‘Never!’ Tempus howled. Then: ‘0 God, leave off! You are not increasing Your
reputation among these mortals, nor mine! This was an ill-considered venture
from the outset. Go back to Your heaven and wait. I will build Your temple
better without Your maniacal aid. You have lost all sense of proportion. The
Sanc-tuarites will not worship one who makes of their town a battlefield!’
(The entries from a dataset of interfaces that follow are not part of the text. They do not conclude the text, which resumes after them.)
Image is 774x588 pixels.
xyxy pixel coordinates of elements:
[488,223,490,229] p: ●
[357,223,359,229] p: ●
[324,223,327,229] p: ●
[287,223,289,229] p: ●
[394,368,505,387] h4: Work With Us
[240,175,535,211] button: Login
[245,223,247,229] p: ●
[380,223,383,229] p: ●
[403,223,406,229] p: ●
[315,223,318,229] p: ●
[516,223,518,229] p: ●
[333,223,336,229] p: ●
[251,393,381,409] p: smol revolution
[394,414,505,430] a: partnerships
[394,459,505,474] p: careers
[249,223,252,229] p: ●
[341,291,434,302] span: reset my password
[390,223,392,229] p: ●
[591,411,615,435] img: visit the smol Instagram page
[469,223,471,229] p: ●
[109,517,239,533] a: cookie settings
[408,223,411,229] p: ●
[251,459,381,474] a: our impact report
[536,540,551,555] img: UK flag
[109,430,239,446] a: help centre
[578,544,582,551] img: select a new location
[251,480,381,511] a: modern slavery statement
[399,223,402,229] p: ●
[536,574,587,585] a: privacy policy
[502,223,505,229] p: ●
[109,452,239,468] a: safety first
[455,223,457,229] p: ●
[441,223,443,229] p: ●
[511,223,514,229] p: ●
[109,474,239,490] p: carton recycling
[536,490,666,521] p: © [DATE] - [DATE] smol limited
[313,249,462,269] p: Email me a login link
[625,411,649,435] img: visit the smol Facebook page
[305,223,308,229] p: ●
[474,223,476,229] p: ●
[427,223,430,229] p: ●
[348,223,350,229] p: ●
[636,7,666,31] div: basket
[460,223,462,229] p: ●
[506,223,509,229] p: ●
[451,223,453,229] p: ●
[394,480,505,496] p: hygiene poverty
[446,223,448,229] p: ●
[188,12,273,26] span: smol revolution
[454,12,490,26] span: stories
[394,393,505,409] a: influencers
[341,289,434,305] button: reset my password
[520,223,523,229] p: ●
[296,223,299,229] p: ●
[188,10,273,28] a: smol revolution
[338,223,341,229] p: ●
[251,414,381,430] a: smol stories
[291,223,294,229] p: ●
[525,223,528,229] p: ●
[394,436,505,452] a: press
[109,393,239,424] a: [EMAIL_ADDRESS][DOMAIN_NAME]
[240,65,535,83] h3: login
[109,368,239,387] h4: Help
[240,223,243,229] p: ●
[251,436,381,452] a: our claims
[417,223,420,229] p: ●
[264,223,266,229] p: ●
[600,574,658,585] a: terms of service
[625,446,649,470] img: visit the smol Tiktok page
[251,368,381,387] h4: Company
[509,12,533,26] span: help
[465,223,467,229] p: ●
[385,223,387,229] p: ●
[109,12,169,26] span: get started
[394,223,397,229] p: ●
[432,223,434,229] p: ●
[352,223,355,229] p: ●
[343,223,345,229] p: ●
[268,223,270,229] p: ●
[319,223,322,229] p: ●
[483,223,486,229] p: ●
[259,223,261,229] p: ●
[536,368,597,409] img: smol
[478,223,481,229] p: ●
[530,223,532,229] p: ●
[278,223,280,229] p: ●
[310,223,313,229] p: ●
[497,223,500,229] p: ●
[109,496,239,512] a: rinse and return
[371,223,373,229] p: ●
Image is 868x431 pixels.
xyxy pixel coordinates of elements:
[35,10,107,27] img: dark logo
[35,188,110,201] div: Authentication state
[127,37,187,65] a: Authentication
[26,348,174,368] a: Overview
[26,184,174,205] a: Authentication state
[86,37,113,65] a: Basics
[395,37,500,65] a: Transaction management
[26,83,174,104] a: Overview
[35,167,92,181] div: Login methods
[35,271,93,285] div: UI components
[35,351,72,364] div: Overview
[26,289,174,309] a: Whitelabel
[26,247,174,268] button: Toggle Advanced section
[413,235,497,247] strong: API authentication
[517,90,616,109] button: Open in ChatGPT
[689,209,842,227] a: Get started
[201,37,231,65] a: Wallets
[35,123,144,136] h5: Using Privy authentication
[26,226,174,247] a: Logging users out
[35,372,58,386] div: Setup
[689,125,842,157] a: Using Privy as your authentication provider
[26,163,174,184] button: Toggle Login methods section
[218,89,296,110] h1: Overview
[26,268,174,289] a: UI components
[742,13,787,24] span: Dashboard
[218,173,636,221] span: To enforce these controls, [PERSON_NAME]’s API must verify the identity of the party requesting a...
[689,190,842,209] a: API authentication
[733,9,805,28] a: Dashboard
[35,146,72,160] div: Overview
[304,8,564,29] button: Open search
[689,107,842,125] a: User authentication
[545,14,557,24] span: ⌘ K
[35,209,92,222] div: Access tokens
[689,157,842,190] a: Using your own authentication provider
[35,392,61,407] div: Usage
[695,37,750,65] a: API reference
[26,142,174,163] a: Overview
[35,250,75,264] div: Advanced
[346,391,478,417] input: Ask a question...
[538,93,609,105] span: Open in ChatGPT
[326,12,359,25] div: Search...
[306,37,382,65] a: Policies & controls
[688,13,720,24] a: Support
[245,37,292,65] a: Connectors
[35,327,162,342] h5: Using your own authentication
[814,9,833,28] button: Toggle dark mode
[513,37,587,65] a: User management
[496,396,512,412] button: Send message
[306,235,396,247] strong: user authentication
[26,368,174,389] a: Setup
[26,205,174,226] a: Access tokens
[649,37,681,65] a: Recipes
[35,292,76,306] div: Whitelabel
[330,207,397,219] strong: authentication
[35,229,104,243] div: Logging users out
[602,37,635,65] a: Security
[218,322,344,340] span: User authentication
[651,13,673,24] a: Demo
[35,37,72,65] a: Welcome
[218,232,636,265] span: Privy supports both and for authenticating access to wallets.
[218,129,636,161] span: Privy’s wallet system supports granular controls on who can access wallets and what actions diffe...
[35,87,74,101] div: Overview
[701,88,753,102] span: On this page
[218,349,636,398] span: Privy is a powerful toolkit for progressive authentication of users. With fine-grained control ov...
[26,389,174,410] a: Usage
Tempus, do not be wroth with Me. I have My own troubles, you know. I have to get
away every now and again. And you have not been warring, whined the god, for so
very long. I am bored and I am lonely.
‘And You have caused the death of my horse!’ Tempus spat, and broke free of
Vashanka, wrenching his mind loose from the mirror mind of his god with an
effort of will greater than any he had ever mounted before. He turned in his
steps and began to retrace them. The god called to him over his shoulder, but he
did not look back. He put his feet in the smudges they had left in the clouds as
he had walked among them, and the farther he trudged, the more substantial those
clouds became.
He trekked into lighter darkness, into a soft, new sunrise, into a pink and
lavender morning which was almost Sanctuary’s. He continued to walk until the
smell of dead fish and Downwind pollution assailed his nostrils. He strode on,
until a weed tripped him and he fell to his knees in the middle of a damp and
vacant lot.
He heard a cruel laugh, and as he looked up he was thinking that he had not made
it back at all – that Vashanka was not through punishing him.